Monday, July 27, 2009

Meticulous vs. Messy chemists

I have come to the conclusion that there are two archetypal "types" of organic chemists.

The first describes my labmate last year and one of my current labmates. This is the anal retentive, obsessive compulsive, neat, constantly tinkering, "hood is spotless" chemist. These chemists have a hugely obessive attention to detail, love excel sheets (one has an excel sheet with the CAS number, boiling point, density, and molecular weight of every compound he has dealt with ever, organized by type--solvent, catalyst, etc.), cannot stand if someone gets a drop of anything on the vacuum pump, never have sodium sulfate or silica crust on the surface of their hood, and are crazy-intense. Some people need this to be productive.

The second type of chemist--which I fall into--is the messy chemist. These chemists know when it's important to be meticulous (like when a reaction really needs to be totally anhydrous to work and will be very careful to work dry in those situations), but are okay with being sloppy from time to time when it really doesn't matter. Their hoods might have some dirty glassware awaiting cleaning, probably because they started another reaction before getting a chance to clean up. The surface of the hood might have a bit of silica gel crust from hastily pouring a column (but when it comes to actually running the column, they are very precise). Their organizational system makes total sense to them, but perhaps from the outside might seem bit in dissarray. They realize that it really doesn't matter whether you work something up with 30 mL of the aqueus layer or 50 mL. It just simply doesn't. The messy chemist, while inattentive to some details, is probably obessive about others, like, say, labelling so that they can keep track of everything they are doing at once. And they probably have some bizarre OCD system, like the way they have their reagents arranged on the bench and when it's disrupted they're like WTF DID YOU FUCKING DO TO MY FUCKING CHEMICAL SHELF? And people are like "dude, you're shit is everywhere, and you are about something little like someone putting one bottle in the wrong order? you are a MASSIVE hypocrite."

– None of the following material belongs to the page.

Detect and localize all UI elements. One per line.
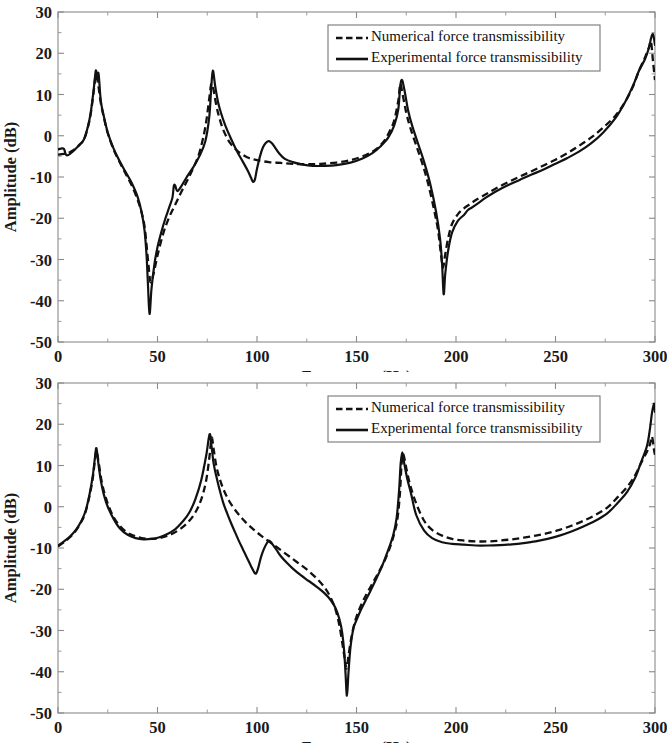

I think both chemists types of chemists have their merits and drawbacks. For example, while being meticulous is generally praised in science, a lot of the meticulous chemists really can't multitask at all because they are so busy tinkering and making everything just so which can lead to them being less productive overall. On the other hand, some of the messy chemists tend every now and then make a wrong call on whether meticulousness really matters or not. All in all, there's a place for both types and both types can be very good chemists, but it can make lab dynamics a little rough if messy chemists and meticulous chemists need to share common space.

2 comments:

Jenn said...

I am somewhere in the middle, but I do have to say that as the lab safety officer, knowing the messy chemists can get us lots of nasty fines makes me sad... both because I want to avoid fines and because I agree that the ability to multitask and the like is necessary, and sometimes meticulousness can get in the way!

CB said...

Yeah, there is definitely a point where it is TOO messy to be safe, but I'm not really talking about that type of messy. I'm talking about being ok with working with a bit of disorder messy.